Black Pearls - Louise Hawes [70]
We had not gone ten steps, though, before the water's chuckle grew to a roar. I watched branches and then a whole tree float past us. I spied a heron flying above a weedy nest caught in the stream. The bird swooped low, calling and calling to the fledglings trapped inside. When the water reached my breast and my wet cloak threatened to pull me down, I tried to turn back the way we had come. But the current battled me so fiercely, I was forced to cling to my horse and let her carry me ahead.
The spray and the noise of the flood were fearsome, and with each step my hands nearly slipped from Felicity's broad back. But it was not until we were halfway across that I saw the goat and fully woke to the peril I was in. The old nanny, who must have thought, just as we had, to cross the stream at its narrowest point, was sailing like an ungainly bark downstream. She wore a bell that rang as she struggled against the torrent. She swept past us, bleating in chorus with the bell, and I thanked heaven for my horse's size. When the poor doomed creature's head disappeared under a swell, I closed my eyes and prayed. By the time I opened them, we had nearly gained the far bank. Then, just as we got close enough to smell the sweet woodruff in the woods beyond the shore and to touch the broken timbers of the bridge that floated past us, Felicity stumbled.
Perhaps she stepped into a hole on the river's bottom, or maybe one of the wooden beams that surrounded us knocked her off-balance. Suddenly, in less time than it takes to tell, I had lost my good horse. For as she fell, I went tumbling, too, and though I tried to grab hold of the reins and pull myself back to her side, I could not. Instead, I found myself caught up in a great rush of water that rose beneath me and then swallowed me whole.
I tasted brine and grit and watched great shadows flit past me under the brook. They may have been fish or turtles, but, spinning and choking, I fancied they were mothers and babes, carried past me by the same current that held me in its sway. Spun round and round, in fear for my life, I mourned only two things: as I was dashed to the bottom of the stream, my hands and feet raking clots of mud, I yearned to undo the moment I had turned Felicity toward town that morning. As I prepared to die, I pictured myself pulling her short, instead, and leaning down from her saddle. I saw myself bending to Leofric, who whispered in my ear what he had wanted to tell me at the stables. "Do not go," he begged, tears in his eyes. "Do not leave me."
My other regret, the last thing I thought as the river pummeled and tossed me, was how sorry I felt that I had not kissed the baby Ebba on her forehead, had not set a tiny seal of forgiveness there—a damp print of love.
When we are most in need of His salvation, and are most repentant for our sins, the Good Lord comes to our aid. For as I felt my world grow black and my will to live snuffed out like a candle, I was suddenly pushed once more to the surface of the water. There, I grabbed one of the floating timbers, a plank that, thank Providence, was still attached to the bridge's foundation on shore. From this desperate perch, I looked out to where Felicity now scrambled in the middle of the flood. I shouted her name above the water's din, but though she thrashed and paddled furiously, without her four great legs set on its bottom she could not fight the river.
Imagine, then, my anguish as I saw my beautiful mare swept like the nanny before her, kicking and splashing, downstream. In vain I called, in vain I reached for her tangled reins which, for a moment, danced under the current in front of me. What I retrieved from the swirling foam was only a trailing vine and, caught in its tendrils, the torn cloak in which I'd ridden here.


HOW TO COMPLETE THIS TASK: Using the records below, please work out how many lines contain "INTERVIEW"; answer with the number alone.

Records from a collection of figures
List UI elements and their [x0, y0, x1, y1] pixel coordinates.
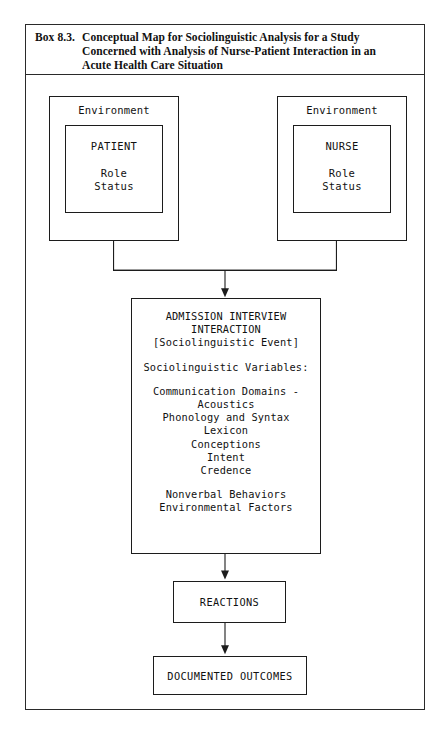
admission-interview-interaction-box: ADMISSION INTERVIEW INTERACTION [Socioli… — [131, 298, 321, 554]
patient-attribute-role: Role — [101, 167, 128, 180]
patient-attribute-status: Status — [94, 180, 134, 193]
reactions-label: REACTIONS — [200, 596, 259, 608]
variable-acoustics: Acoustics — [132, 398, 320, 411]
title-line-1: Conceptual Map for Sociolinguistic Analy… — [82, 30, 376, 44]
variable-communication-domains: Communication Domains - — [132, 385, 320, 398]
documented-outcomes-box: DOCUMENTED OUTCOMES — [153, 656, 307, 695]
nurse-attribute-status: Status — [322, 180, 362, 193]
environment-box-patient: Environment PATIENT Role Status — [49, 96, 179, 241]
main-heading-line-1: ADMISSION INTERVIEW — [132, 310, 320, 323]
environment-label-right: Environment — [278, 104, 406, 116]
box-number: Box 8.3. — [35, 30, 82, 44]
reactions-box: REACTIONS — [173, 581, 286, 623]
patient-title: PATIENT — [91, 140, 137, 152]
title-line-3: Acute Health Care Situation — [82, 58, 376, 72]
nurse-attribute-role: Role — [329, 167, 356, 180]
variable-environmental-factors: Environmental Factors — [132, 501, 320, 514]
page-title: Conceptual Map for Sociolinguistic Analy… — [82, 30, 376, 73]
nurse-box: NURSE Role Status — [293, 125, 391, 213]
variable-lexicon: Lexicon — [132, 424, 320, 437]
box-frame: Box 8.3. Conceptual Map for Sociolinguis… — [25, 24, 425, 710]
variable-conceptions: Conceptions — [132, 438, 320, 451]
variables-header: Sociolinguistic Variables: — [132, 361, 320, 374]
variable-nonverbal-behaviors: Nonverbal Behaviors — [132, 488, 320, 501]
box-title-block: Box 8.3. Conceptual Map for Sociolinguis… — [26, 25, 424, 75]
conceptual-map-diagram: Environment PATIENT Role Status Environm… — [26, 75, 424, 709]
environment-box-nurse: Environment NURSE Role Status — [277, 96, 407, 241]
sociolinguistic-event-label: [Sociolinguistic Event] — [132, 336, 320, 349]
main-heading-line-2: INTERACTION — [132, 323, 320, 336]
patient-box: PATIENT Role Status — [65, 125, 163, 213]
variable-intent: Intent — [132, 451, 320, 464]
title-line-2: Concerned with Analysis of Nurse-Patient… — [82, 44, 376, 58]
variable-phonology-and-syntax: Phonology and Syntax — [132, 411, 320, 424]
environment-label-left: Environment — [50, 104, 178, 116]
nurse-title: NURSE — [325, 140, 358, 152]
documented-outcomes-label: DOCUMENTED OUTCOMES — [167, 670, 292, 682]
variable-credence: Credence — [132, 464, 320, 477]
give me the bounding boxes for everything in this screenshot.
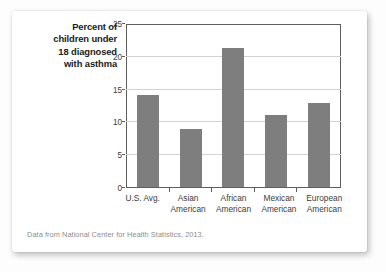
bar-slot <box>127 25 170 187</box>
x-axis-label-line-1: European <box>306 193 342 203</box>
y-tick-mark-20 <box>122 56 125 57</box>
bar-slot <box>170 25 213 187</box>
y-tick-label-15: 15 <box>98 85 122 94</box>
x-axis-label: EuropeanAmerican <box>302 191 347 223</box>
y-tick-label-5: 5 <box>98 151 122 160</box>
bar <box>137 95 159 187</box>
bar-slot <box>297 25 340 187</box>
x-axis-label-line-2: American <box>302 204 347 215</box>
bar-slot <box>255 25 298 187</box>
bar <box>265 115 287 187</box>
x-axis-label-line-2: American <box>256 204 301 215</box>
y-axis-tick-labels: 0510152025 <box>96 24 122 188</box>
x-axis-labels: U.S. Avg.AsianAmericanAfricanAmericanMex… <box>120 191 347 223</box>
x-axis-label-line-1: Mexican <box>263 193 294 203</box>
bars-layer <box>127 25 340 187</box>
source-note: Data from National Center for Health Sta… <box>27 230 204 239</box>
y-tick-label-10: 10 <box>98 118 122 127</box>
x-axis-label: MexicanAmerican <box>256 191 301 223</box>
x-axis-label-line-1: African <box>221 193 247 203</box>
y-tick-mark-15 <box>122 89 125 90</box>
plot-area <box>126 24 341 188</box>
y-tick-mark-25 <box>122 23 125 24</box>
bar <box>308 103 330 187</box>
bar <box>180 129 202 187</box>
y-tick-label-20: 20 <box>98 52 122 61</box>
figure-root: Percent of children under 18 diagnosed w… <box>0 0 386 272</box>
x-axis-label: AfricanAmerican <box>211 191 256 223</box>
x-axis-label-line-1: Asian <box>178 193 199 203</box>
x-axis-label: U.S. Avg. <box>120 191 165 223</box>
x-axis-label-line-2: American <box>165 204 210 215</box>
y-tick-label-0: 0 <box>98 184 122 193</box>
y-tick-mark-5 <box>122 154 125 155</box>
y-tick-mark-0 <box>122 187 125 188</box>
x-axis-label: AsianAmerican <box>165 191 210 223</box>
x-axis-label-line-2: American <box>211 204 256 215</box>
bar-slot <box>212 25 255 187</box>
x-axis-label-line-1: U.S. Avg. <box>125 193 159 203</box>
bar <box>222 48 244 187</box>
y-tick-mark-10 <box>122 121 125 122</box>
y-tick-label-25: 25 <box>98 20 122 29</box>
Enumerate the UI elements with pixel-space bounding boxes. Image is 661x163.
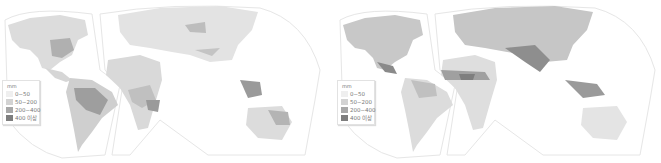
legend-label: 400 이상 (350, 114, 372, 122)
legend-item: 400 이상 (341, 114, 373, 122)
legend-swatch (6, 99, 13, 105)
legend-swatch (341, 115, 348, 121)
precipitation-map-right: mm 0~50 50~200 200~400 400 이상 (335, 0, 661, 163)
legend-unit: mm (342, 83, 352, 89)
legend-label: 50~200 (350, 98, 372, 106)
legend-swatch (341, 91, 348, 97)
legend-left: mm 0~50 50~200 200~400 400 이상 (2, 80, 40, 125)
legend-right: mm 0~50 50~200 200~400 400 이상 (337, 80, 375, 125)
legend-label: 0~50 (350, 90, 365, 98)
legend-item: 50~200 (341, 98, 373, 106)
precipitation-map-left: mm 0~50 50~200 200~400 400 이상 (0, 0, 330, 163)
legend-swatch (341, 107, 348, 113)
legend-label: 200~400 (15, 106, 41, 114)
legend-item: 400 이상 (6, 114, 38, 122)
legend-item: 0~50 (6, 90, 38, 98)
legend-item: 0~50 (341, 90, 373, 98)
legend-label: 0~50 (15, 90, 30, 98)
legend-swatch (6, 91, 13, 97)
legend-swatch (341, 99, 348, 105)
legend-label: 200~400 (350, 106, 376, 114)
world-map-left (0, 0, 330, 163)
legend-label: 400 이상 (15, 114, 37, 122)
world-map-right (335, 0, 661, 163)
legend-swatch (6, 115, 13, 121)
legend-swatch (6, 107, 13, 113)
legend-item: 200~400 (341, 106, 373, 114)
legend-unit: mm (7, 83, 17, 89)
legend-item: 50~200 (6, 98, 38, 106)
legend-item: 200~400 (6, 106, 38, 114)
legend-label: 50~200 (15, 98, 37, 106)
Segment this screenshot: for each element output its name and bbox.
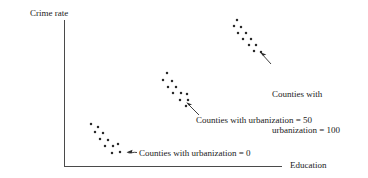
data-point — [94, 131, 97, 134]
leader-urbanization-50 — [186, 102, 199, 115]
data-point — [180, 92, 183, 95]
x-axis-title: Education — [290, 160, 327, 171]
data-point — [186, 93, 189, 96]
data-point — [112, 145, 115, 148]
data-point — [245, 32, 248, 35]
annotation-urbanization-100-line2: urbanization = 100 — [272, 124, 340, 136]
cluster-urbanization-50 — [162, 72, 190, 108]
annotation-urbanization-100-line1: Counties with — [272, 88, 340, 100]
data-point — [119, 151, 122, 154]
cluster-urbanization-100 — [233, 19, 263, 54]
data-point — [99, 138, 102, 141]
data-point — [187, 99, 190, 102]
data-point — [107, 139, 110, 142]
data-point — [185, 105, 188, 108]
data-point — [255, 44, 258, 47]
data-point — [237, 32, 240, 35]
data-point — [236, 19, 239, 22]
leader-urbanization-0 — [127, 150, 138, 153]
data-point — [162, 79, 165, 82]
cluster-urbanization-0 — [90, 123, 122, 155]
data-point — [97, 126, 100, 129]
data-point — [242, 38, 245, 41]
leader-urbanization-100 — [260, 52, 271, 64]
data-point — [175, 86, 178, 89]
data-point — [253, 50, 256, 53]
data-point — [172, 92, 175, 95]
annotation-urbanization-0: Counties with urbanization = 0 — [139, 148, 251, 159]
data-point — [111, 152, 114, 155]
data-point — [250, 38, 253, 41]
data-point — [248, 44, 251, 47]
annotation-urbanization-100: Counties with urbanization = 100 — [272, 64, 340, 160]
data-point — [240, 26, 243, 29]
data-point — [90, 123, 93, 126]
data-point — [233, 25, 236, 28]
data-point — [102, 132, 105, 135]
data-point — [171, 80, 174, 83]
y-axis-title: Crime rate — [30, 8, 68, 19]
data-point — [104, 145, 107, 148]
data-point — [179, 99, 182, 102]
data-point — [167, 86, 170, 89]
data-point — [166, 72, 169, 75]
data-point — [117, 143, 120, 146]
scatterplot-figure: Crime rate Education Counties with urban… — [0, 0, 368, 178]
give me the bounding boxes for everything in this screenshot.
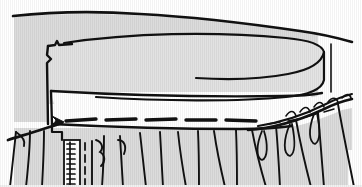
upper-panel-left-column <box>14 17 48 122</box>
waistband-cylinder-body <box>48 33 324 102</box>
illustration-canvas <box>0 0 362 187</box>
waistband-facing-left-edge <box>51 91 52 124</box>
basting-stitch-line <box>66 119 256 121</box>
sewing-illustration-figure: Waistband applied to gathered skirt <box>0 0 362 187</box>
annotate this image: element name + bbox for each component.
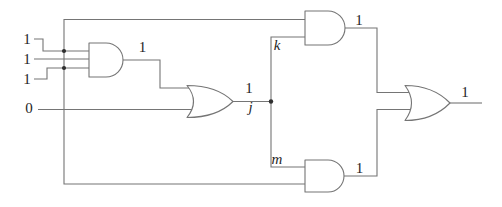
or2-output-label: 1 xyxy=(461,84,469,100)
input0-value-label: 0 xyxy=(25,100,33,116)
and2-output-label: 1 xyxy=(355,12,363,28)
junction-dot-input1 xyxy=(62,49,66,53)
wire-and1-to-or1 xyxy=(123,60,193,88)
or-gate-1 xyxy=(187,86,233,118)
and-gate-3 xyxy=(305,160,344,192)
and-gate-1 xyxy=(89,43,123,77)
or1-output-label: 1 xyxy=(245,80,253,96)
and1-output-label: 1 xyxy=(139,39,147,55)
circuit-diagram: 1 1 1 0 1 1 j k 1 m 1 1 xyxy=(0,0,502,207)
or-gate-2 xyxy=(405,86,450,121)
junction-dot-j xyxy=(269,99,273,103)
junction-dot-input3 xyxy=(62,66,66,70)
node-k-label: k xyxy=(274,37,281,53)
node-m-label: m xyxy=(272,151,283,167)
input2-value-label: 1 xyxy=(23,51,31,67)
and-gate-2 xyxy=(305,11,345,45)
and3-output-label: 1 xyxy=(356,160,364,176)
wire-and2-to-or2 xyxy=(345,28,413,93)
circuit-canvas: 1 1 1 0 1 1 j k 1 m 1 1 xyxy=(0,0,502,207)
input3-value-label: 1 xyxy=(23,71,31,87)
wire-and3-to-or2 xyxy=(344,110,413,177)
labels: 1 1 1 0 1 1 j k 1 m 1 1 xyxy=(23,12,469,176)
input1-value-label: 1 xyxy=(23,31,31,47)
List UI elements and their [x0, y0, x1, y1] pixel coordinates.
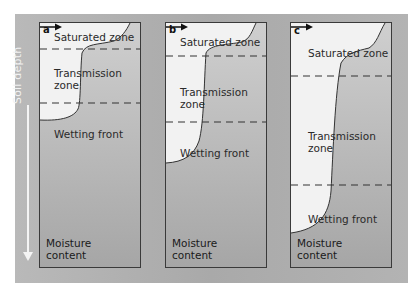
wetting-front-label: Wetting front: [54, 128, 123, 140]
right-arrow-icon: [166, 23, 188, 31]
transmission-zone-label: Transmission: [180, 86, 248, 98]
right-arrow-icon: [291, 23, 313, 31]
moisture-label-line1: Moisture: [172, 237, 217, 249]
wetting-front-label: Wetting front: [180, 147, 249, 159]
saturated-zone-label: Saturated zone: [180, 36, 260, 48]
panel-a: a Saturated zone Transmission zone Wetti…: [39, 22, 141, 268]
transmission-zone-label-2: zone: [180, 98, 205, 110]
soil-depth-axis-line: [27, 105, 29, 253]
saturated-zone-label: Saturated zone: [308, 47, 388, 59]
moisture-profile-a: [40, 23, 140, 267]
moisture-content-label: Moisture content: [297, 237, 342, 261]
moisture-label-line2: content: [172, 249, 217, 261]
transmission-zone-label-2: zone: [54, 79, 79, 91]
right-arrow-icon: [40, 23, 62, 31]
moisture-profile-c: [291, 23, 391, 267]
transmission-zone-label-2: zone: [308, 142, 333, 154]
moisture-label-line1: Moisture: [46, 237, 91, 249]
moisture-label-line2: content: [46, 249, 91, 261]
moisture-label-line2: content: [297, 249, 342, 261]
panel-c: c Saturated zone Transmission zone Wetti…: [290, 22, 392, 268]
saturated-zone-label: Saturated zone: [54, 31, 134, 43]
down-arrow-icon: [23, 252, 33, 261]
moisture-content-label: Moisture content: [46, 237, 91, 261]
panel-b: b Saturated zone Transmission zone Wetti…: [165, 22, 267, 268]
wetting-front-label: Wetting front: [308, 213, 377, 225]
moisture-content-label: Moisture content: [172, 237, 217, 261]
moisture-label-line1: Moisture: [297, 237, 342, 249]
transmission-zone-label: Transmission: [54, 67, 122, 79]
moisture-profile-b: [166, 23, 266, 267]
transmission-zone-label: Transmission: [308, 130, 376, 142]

TASK ANSWER: 2